Pablo Picasso Prints: A Collector’s Guide
Pablo Picasso (1881-1973) is of course most famous for his enduringly popular paintings. His career was impressive, having started creating prints in 1899 as a teenager. He then continued his works right up to his very last one 1972 at the age of 90.
Picasso had a multi-disciplinary approach to moulding his images. He spend a lot of time of energy making his prints, deeming it to be just as important as the creative process itself. He would also often work out ideas in print and paint simultaneously. Pablo Picasso prints were made using a number of different printmaking techniques.
Early experiments: The Saltimbanque Suite, Ambrose Vollard
Picasso started creating prints in earnest in 1904-05, with a set of 14 etchings based around the theme of circus figures. These became know as his ‘Saltimbanque Suite’, principally apparently made to quickly gain some much-needed funds.
The Saltimbanque Suite includes one of the artist’s most popular pieces “Le repas frugal” depicting a starving man and woman at an almost empty dinner table. They’re looking in opposite directions, although he has his arm around her in comfort.
1930s: Roger Lacourière and the Vollard Suite
Picasso’s earliest experiments involved the use of particularly large etching needles, and the introduction of nail varnish and suet to bring about some unusual results.
One of his most successful advances came in 1934 after he started to work with Roger Lacourière. The artist adopted a method referred to as the ‘sugar-lift aquatint’. This meant using a sugary solution that created painterly, very tonal effects, like those we can see in Faune devoilant une femme (Faun Unveiling a Sleeping Woman).
That work was one of 100 etchings that made up the ‘Vollard Suite’, one of Picasso’s most famous series. The series was named after Ambroise Vollard, for whom it was made, between 1930 and 1937 – in exchange for two paintings the dealer owned by Cézanne and Renoir.
Post-1945: Fernand Mourlot, lithography and The Bull
With Paris newly liberated after World War II, Picasso found himself inundated with visitors and took refuge in the studio of lithographer Fernand Mourlot. Now working together, they created some 400 lithographs, to include several portraits of Françoise Gilot, Picasso’s latest lover.
During this time, Picasso started to use his fingers to make marks, rather than using a brush or lithographic crayon. Picasso also appreciated the way lithography – more than other printmaking processes – allowed him to easily make changes to images as he went along.
1950s: Hidalgo Arnéra and linocut
Picasso moved to the Côte d’Azur in the 1950s. Lithography and etching were more difficult to practice there, as they required specialist equipment that wasn’t easy to get hold of. After a while however, he came across a local printer named Hidalgo Arnéra, whose specialism was in posters – and it was Arnéra who introduced him to the linocut process.
The linocut process involves cutting separate pieces of linoleum for each of the colours required. Picasso, however, decided to make this process more efficient by inventing the ‘reduction method’, meaning just a single piece of linoleum could be used instead.
1960s: Aldo and Piero Crommelynck and the 347 Suite
In 1963, the printmaking brothers Aldo and Piero Crommelynck wanted so much to collaborate with Picasso that they moved from Paris and set up an etching studio in the village of Mougins, where the artist lived at the time.
With the Crommelyncks’ help, Picasso came to produce hundreds of etchings that signified not just a final hurrah, but the pinnacle of his career in fact.
They include the series known as the ‘347 Suite’ produced in 1968. It was named after the number of etchings in it and was produced by an 86-year-old Picasso in a remarkable burst of intense creation.
Picasso created his very last series – the ‘156 Suite’ – after turning 90. It was completing in June 1972, less than a year before he died.
A life in printmaking
Picasso’s printmaking career lasted more than seven decades. Like his paintings, his prints can be interpreted autobiographically, to a large extent. His wives and lovers feature regularly, as do certain political references of the time, such as in the pair of prints lampooning General Franco, Sueño y Mentira de Franco I & II.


(REQUIRED WORK) Reproduce the data below in full. Nothing should differ from the original.

(EXERCISE INPUTS)
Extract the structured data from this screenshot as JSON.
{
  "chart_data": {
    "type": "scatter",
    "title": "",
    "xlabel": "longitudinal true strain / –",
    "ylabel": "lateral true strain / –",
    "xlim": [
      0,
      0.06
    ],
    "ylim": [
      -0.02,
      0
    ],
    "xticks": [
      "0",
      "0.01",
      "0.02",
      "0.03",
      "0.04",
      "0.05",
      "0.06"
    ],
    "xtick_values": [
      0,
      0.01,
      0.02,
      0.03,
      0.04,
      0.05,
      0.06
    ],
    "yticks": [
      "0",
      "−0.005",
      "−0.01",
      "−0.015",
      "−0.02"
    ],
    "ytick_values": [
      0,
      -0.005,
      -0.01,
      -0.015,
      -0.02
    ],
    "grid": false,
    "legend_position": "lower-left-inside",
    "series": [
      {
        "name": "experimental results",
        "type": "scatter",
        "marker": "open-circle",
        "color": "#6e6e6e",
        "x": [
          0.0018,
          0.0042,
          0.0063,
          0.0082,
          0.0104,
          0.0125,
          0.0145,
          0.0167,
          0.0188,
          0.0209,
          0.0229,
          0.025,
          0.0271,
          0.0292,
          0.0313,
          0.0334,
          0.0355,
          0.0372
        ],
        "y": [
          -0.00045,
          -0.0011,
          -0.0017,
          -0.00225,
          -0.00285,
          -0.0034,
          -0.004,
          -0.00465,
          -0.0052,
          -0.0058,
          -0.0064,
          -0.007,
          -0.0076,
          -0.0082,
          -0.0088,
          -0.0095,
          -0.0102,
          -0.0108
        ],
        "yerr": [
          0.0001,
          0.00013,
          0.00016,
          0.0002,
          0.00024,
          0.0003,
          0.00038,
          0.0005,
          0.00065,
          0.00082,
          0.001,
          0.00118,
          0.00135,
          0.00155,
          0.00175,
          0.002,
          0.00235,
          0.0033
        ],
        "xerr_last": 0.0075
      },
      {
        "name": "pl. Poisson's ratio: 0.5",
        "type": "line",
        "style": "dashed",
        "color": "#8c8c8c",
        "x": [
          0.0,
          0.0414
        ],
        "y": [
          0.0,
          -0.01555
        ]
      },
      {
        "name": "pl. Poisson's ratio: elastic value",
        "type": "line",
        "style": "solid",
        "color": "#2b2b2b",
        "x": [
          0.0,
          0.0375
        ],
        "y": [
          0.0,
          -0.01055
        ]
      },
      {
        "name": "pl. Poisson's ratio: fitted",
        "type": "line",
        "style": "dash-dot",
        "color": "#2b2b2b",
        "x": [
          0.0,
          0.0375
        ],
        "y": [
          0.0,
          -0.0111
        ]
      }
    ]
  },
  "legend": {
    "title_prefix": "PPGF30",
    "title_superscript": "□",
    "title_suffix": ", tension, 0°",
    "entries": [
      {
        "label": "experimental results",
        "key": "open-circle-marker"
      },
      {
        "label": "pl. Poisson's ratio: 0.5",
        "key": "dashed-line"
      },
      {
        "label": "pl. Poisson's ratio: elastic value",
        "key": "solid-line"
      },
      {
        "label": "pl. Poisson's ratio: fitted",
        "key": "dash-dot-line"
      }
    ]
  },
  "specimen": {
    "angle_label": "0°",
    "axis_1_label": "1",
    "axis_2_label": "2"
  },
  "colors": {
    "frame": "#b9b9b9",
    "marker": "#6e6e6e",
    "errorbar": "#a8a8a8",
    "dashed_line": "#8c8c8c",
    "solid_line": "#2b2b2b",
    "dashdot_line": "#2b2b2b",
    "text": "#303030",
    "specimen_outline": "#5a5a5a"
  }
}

(EXERCISE RESULT)
Extract the structured data from this screenshot as JSON.
{
  "chart_data": {
    "type": "scatter",
    "title": "",
    "xlabel": "longitudinal true strain / –",
    "ylabel": "lateral true strain / –",
    "xlim": [
      0,
      0.06
    ],
    "ylim": [
      -0.02,
      0
    ],
    "xticks": [
      "0",
      "0.01",
      "0.02",
      "0.03",
      "0.04",
      "0.05",
      "0.06"
    ],
    "xtick_values": [
      0,
      0.01,
      0.02,
      0.03,
      0.04,
      0.05,
      0.06
    ],
    "yticks": [
      "0",
      "−0.005",
      "−0.01",
      "−0.015",
      "−0.02"
    ],
    "ytick_values": [
      0,
      -0.005,
      -0.01,
      -0.015,
      -0.02
    ],
    "grid": false,
    "legend_position": "lower-left-inside",
    "series": [
      {
        "name": "experimental results",
        "type": "scatter",
        "marker": "open-circle",
        "color": "#6e6e6e",
        "x": [
          0.0018,
          0.0042,
          0.0063,
          0.0082,
          0.0104,
          0.0125,
          0.0145,
          0.0167,
          0.0188,
          0.0209,
          0.0229,
          0.025,
          0.0271,
          0.0292,
          0.0313,
          0.0334,
          0.0355,
          0.0372
        ],
        "y": [
          -0.00045,
          -0.0011,
          -0.0017,
          -0.00225,
          -0.00285,
          -0.0034,
          -0.004,
          -0.00465,
          -0.0052,
          -0.0058,
          -0.0064,
          -0.007,
          -0.0076,
          -0.0082,
          -0.0088,
          -0.0095,
          -0.0102,
          -0.0108
        ],
        "yerr": [
          0.0001,
          0.00013,
          0.00016,
          0.0002,
          0.00024,
          0.0003,
          0.00038,
          0.0005,
          0.00065,
          0.00082,
          0.001,
          0.00118,
          0.00135,
          0.00155,
          0.00175,
          0.002,
          0.00235,
          0.0033
        ],
        "xerr_last": 0.0075
      },
      {
        "name": "pl. Poisson's ratio: 0.5",
        "type": "line",
        "style": "dashed",
        "color": "#8c8c8c",
        "x": [
          0.0,
          0.0414
        ],
        "y": [
          0.0,
          -0.01555
        ]
      },
      {
        "name": "pl. Poisson's ratio: elastic value",
        "type": "line",
        "style": "solid",
        "color": "#2b2b2b",
        "x": [
          0.0,
          0.0375
        ],
        "y": [
          0.0,
          -0.01055
        ]
      },
      {
        "name": "pl. Poisson's ratio: fitted",
        "type": "line",
        "style": "dash-dot",
        "color": "#2b2b2b",
        "x": [
          0.0,
          0.0375
        ],
        "y": [
          0.0,
          -0.0111
        ]
      }
    ]
  },
  "legend": {
    "title_prefix": "PPGF30",
    "title_superscript": "□",
    "title_suffix": ", tension, 0°",
    "entries": [
      {
        "label": "experimental results",
        "key": "open-circle-marker"
      },
      {
        "label": "pl. Poisson's ratio: 0.5",
        "key": "dashed-line"
      },
      {
        "label": "pl. Poisson's ratio: elastic value",
        "key": "solid-line"
      },
      {
        "label": "pl. Poisson's ratio: fitted",
        "key": "dash-dot-line"
      }
    ]
  },
  "specimen": {
    "angle_label": "0°",
    "axis_1_label": "1",
    "axis_2_label": "2"
  },
  "colors": {
    "frame": "#b9b9b9",
    "marker": "#6e6e6e",
    "errorbar": "#a8a8a8",
    "dashed_line": "#8c8c8c",
    "solid_line": "#2b2b2b",
    "dashdot_line": "#2b2b2b",
    "text": "#303030",
    "specimen_outline": "#5a5a5a"
  }
}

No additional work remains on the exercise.